"Please, call me Constantine." He stopped a few feet away, tilting his head slightly as he studied me. "We needn't stand on ceremony here. After all, we're about to become quite intimately acquainted." He circled me slowly. "Tell me about the assassin. Did you get a good look at him?"
I took a deep breath. “Yes, I did. I could describe him for a sketch artist if you’d like, or identify him in any surveillance photos.”
“That won’t be necessary.” He completed the circle, coming to stand before me again. "Does the name Lorenzo Vasquez mean anything to you?"
I frowned. “What does he have to do with…”
“Ah, so you do recognize the name.”
"I..." I cleared my throat. "When I was eleven. My father took me to a warehouse in Rio. There was a boy there, muzzled and chained. Lorenzo. My father bought him."
"And?" Constantine's voice sharpened with interest.
"He bit me hard enough to leave a scar." Tremors wracked my hands until I pressed them flat against the stone. "He was feral like an animal. And then my father sent him away the next day and I never saw him again.”
“Until tonight,” Constantine said.
I stared at him, trying to make sense of the words with my heart racing in my ears. “I’m sorry. I don’t understand—”
“The assassin who murdered Azevedo has already been identified as Lorenzo Vasquez,” Constantine continued as if this was common knowledge. “He works for The Pantheon. One of your father’s little…Ferrymen.” He spat out the last word with obvious disgust.
“No,” I said and then caught myself. “I mean… Are you certain?”
What were the chances that same feral little boy would suddenly pop back into my life twenty years later? They had to be astronomically small. Impossibly so.
Constantine’s left eye twitched. “I don’t make mistakes, Father Oliviera. The man who murdered your mentor is the very same feral child your father purchased in that Rio warehouse twenty years ago. Of this, I am certain.”
“I…” I swallowed whatever I’d been about to say. No words, however well thought out, could capture the sick feeling churning in my gut. The Church had taught me that there was no such thing as fate or luck, only Divine intervention. Had God put Lorenzo in my path for a reason? If so, what was it?
I thought back to the way he’d fought me with a smile on his face, almost like he’d been enjoying it. Ever since that moment, I hadn’t been able to shake the memory of the way his skin felt under my hands, or the way his scent clung to my clothes.
Maybe it wasn’t God who’d sent Lorenzo at all. Maybe it was the Devil.
Constantine smirked. “I thought that might pique your interest. Well, then, we’d better get on with it. Strip.”
The command came so casually I must have misheard. "I'm sorry?"
"Your clothes. Remove them." He turned back to the altar, running his fingers along the handle of a hammer that had been laid out there. "The Rite requires purity, you see. Nothing between you and God's judgment."
I hesitated until he shot me a look that said he was serious, and that denying Constantine anything might be bad for my health.
My hands shook as I undressed. Cassock first, then collar, then undergarments. Then, shivering, I knelt on the cold stone floor in front of the altar.
Constantine followed, picking up one of the nails and weighing it in his palm. "Azevedo spoke of you often, you know. His protégé. The boy he'd taken under his wing after such terrible tragedy. He was quite proud of you, Father Oliveira."
I tried to swallow, but my throat was suddenly paralyzed.
"I know you cared for him deeply," Constantine continued. "That makes this even more difficult, I'm sure. To have witnessed his murder. To have fought his killer and failed to bring him to justice." He paused. "That must weigh heavily on you."
"It does," I whispered.
"Of course it does," he said gently. "You want vengeance.”
Finally, my throat worked and I swallowed the urge to say yes. “The Lord said, ‘Vengeance is Mine,’.”
“He did indeed.” Constantine crouched before me, bringing himself to eye level. “And then He armed us with sword and spirit and a sense of righteousness. For some, God’s vengeance can wait until the afterlife. But for a servant of Azevedo’s importance, we must turn toExodus and not Deuteronomy, my son. An eye for an eye, a tooth for a tooth… a life for a life.”
He took my left hand in his. His grip was firm, positioning my palm upward.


> **TASK ITEM**
Please return every record exactly, with no pictures included.

> **Data entries for graphics**
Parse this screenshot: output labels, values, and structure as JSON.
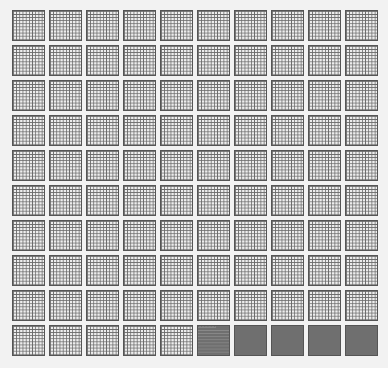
{
  "diagram": {
    "type": "hundred-grid-blocks",
    "blocks_rows": 10,
    "blocks_cols": 10,
    "cells_per_block": 100,
    "full_blocks": 4,
    "partial_block": {
      "index": 95,
      "filled_cells": 94
    },
    "colors": {
      "background": "#f2f2f2",
      "empty_cell": "#ededed",
      "grid_line": "#6a6a6a",
      "filled": "#6f6f6f"
    }
  }
}
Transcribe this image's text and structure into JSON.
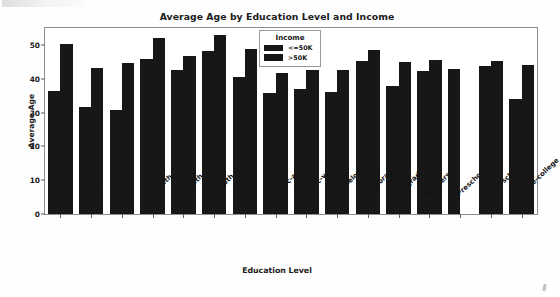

> **ANSWER**
Parse this screenshot: output labels, values, and structure as JSON.
{
  "diagram": {
    "type": "hundred-grid-blocks",
    "blocks_rows": 10,
    "blocks_cols": 10,
    "cells_per_block": 100,
    "full_blocks": 4,
    "partial_block": {
      "index": 95,
      "filled_cells": 94
    },
    "colors": {
      "background": "#f2f2f2",
      "empty_cell": "#ededed",
      "grid_line": "#6a6a6a",
      "filled": "#6f6f6f"
    }
  }
}
Transcribe this image's text and structure into JSON.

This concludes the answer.